A yummy PB & Stress – By @marleygam
By Marley Muirhead
A yummy PB & Stress
Last week saw the end of our first portfolio brief and there’s no doubt that it was just a taste of what’s to come. Though I’m proud of the work my partner and I did (it could have been miles better) I’m especially proud of the two weeks that went into making it happen. That portfolio brief hung every single amateur habit I had on the line. I mean the neighbours’ neighbours could see my novelty socks and polkadot undies. I’m quite an emotional person, and quite sensitive at that. So you can imagine how surprised I was to find myself motivated by the whole experience. It sort of feels like when you’re playing a video game and you reach enough points to reveal some new levels. Those levels are still locked, all faded with a little padlock symbol on them. But there’s something really motivating about having them come into view. That’s what happened over the last two weeks. My time management was atrocious and honestly, I knew it would be going in. However, in it going wrong I have a better idea of how to do it right the next time. That couldn’t be more of a cliché. You’re welcome to run this blog post through a plagarism checker. Nonetheless, that was an important takeaway for me this week. (Don’t tell my parents. After filling my ears with that verse for years, it’d be a kick in their teeth to say it took ten weeks under the wing of a blue-haired man to really have that sink in).
My use of techniques to generate and develop ideas was also a total mess throughout those two weeks. The techniques just aren’t fully part of my muscle memory. I haven’t even worked out my way of using them yet. To top it off, I had a really great meeting with a team from And Rising a couple of days before the deadline. I showed them a couple of rough scamps of our idea for the campaign and BOOM they were just reeling out ideas with fluency. It left me sitting there wondering if I even knew the alphabet. But I liked that! I liked seeing with my own four eyes (you’ve seen my picture by now) where my craft could be with enough work. What was also really cool is that me a couple of weeks ago probably wouldn’t have taken it like that. I probably would have compared myself to them a bit too much. I wouldn’t have been as accepting of the fact that I wasn’t as good as them. I recognise that as growth. Which is bloody exciting. How many moments do we have where we actually feel like we’ve grown? I really liked the seed of the idea my partner and I came up with and now I’m thinking, gosh I am an INFANT in this. Like a whole-ass Bambi. What are these ideas going to be like when I’m not? So on one hand, I’ve realised just how much potential I have to get better. Then, on the other equally as fantastic hand, the fact I’m excited by doing it wrong means I’m being receptive to these failures. I’m actively failing. What a scrummy place to be.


(ASSIGNMENT) Retrieve every line from the records in which the word "axis" occurs.

(INPUT)
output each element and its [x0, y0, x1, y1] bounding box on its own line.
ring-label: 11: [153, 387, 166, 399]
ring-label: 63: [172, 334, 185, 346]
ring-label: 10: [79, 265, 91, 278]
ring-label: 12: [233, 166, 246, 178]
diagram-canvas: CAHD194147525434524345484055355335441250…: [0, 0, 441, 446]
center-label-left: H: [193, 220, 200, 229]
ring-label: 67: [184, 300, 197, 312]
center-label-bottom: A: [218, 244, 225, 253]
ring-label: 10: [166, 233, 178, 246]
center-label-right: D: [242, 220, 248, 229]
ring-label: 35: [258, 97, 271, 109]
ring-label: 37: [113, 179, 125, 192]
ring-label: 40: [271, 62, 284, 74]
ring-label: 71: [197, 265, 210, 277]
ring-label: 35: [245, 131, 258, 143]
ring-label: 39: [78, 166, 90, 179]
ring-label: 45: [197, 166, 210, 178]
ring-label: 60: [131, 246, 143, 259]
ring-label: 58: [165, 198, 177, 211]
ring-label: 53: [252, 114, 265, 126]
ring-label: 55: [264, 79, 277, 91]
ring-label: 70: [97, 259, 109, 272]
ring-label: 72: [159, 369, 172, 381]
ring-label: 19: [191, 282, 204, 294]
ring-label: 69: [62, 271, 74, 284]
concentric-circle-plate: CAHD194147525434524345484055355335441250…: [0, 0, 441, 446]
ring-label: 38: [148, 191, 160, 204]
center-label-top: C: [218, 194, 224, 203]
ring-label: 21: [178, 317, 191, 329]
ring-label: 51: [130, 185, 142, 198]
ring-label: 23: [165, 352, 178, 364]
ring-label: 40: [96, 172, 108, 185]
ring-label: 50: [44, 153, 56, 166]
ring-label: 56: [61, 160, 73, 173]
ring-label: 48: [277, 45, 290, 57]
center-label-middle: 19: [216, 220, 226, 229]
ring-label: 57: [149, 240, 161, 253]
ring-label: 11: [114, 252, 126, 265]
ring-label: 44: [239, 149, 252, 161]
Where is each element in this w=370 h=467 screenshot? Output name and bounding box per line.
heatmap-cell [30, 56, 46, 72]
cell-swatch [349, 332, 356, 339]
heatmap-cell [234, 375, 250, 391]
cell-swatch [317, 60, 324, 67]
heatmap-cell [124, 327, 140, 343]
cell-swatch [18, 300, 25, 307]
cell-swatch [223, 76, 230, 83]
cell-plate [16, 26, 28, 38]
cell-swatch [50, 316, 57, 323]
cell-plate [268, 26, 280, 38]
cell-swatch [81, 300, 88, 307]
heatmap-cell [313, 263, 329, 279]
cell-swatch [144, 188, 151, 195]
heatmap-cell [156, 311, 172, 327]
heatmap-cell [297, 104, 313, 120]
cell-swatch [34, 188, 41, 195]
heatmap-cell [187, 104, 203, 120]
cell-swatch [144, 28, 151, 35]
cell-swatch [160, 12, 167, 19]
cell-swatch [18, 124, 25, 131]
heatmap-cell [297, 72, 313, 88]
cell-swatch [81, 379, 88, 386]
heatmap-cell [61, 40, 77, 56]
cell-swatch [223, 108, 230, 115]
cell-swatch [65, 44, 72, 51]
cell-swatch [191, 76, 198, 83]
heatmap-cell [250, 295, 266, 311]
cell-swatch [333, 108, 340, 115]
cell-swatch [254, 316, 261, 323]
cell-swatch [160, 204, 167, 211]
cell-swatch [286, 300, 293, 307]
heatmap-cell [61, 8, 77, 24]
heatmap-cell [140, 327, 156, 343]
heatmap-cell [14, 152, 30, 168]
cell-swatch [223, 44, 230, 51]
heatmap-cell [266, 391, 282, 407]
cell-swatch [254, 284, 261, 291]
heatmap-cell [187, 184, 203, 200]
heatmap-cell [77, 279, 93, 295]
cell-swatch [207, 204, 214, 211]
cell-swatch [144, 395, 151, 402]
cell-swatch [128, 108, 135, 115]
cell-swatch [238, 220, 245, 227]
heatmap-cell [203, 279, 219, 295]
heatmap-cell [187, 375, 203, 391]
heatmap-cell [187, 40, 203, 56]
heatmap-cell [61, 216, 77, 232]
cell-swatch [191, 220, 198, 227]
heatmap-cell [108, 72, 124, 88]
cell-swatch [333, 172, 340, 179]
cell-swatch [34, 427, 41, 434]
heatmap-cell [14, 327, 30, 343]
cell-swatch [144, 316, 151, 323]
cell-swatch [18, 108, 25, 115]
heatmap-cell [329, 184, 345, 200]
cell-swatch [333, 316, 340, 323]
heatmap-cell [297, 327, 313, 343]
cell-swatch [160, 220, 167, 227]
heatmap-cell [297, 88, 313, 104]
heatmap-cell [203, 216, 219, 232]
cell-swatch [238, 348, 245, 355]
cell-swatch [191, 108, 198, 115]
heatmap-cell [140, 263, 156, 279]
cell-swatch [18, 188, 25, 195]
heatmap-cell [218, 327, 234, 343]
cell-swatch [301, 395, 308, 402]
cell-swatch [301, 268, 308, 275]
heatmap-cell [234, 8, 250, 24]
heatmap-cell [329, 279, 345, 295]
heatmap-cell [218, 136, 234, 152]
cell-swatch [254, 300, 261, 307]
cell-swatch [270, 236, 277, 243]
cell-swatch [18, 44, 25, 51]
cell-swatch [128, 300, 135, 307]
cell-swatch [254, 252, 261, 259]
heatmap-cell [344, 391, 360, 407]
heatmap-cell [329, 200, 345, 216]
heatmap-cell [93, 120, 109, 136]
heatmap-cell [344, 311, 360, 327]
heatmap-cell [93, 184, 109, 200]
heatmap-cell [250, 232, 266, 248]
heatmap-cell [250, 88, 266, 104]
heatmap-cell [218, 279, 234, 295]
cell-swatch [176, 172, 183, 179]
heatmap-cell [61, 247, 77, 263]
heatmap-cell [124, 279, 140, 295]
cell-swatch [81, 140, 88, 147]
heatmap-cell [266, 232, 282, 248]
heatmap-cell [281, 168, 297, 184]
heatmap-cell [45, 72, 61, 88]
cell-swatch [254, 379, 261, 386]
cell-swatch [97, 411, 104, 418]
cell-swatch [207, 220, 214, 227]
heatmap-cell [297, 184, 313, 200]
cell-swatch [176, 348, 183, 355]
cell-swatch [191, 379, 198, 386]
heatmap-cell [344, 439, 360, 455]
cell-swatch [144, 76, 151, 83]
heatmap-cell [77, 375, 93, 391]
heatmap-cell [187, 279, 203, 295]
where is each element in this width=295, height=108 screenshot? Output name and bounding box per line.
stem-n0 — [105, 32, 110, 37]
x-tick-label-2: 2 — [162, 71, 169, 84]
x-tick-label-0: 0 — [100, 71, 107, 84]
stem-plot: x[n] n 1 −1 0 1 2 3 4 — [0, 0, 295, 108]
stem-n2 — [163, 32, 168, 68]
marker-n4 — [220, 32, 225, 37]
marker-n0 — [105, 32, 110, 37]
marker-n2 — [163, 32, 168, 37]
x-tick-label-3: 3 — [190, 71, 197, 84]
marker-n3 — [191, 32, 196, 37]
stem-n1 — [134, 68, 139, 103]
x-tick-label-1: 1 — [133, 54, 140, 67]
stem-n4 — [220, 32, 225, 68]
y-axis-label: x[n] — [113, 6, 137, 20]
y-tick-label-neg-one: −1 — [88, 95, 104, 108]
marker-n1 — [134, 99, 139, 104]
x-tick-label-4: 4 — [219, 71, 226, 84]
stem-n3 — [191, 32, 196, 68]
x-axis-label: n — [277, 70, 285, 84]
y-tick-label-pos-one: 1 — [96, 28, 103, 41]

(RESULT OF THIS TASK)
y-axis-label: x[n] — [113, 6, 137, 20]
x-axis-label: n — [277, 70, 285, 84]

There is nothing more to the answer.